Walks: Morning and afternoon. The dogs run free in the bush, chasing rabbits (real and imaginary) to their hearts’ content. Jones and I follow along, admiring the views to the coast and the bloom. The first orchids are out.

And while on dogs – we have taken Bobby’s old kennel around to Joachim Sousa, who was happy to have us install it in the place of the barrel housing Maggie and her puppy, Barry. (Barry is actually a she; her name derives from the barrel. Joachim calls her “borboleta”, little butterfly.) Barry adopted the kennel immediately and Maggie has followed suit. Barry now comes sprinting down the drive in the evenings to greet Jones as she arrives with treats – en route to feeding the stray 100 metres further the road.

From London we have received this picture of Llewellyn and his dogs taking the tube. Edgar, as is his wont, seats his rear on the cushion and stands his front legs on the floor. Awkward as it sounds, he appears to find it a perfectly comfortable position.

Work: Slavic has been doing a great job, using the old tiles from the Casa Nada floor to pave the steps I built some years ago from the house to the upper and lower gardens. Until now, they’ve simply been backfilled with dirt and gravel.

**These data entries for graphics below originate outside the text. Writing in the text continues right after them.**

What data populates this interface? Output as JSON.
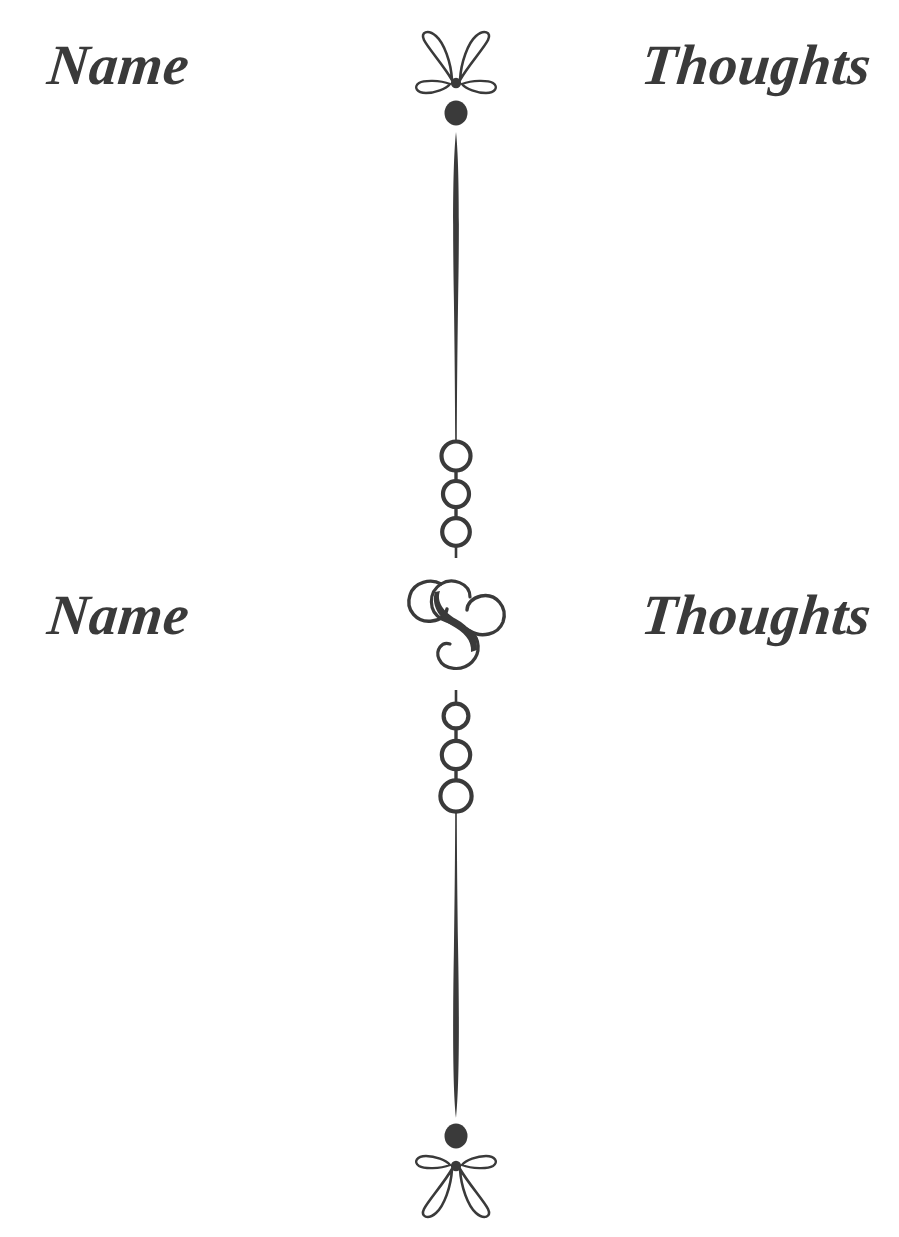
{
  "page": {
    "background_color": "#ffffff",
    "ink_color": "#3a3a3a",
    "width": 899,
    "height": 1237
  },
  "labels": {
    "name_top": "Name",
    "thoughts_top": "Thoughts",
    "name_mid": "Name",
    "thoughts_mid": "Thoughts"
  },
  "ornament": {
    "name": "vertical-divider-flourish",
    "axis_x": 456,
    "elements": [
      {
        "type": "flower-ornament",
        "position": "top",
        "y": 75,
        "orientation": "petals-up"
      },
      {
        "type": "filled-dot",
        "position": "top",
        "y": 113,
        "radius": 12
      },
      {
        "type": "tapered-line",
        "from_y": 130,
        "to_y": 440,
        "thick_end": "top",
        "max_width": 7,
        "min_width": 2
      },
      {
        "type": "ring-triplet",
        "position": "upper",
        "y_start": 440,
        "y_end": 548,
        "radii": [
          15,
          13,
          14
        ]
      },
      {
        "type": "s-scroll",
        "position": "center",
        "y": 625,
        "height": 105
      },
      {
        "type": "ring-triplet",
        "position": "lower",
        "y_start": 700,
        "y_end": 810,
        "radii": [
          12,
          14,
          16
        ]
      },
      {
        "type": "tapered-line",
        "from_y": 810,
        "to_y": 1120,
        "thick_end": "bottom",
        "max_width": 7,
        "min_width": 2
      },
      {
        "type": "filled-dot",
        "position": "bottom",
        "y": 1135,
        "radius": 12
      },
      {
        "type": "flower-ornament",
        "position": "bottom",
        "y": 1175,
        "orientation": "petals-down"
      }
    ]
  }
}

On Saturday Slavic and a friend arrived at the Dutch ladies’ house to prune some of their huge carob trees, one of which was threatening a passing electricity wire. I went down on the tractor to supply chainsaw, rope and ladder. Slavic declined the rope I offered him to secure himself, saying it would simply get in the way. He vanished up into the upper branches of the trees with the ease of a primate and branches came tumbling steadily down. The Dutch ladies seemed well pleased.

Natasha spent an afternoon at Barbara’s desk, trying to compose a statement in Russian. This is quite tricky on a Portuguese typewriter – her own – which lacks the letters of the Cyrillic script. But she managed to find a programme that enabled her to do this, albeit with much effort. I was able to help her frame the statement in Open Office org. She’s a quick learner, fluent in Portuguese and competent in English.

WHEN YOU CAN'T FIND A BASKET, USE YOUR INITIATIVE

I have received an assurance from Norwegian Cruise Lines (who continue to bombard us with offers following our cruise last year) that they take every safety precaution and that there is no danger of their ships capsizing. I wonder why!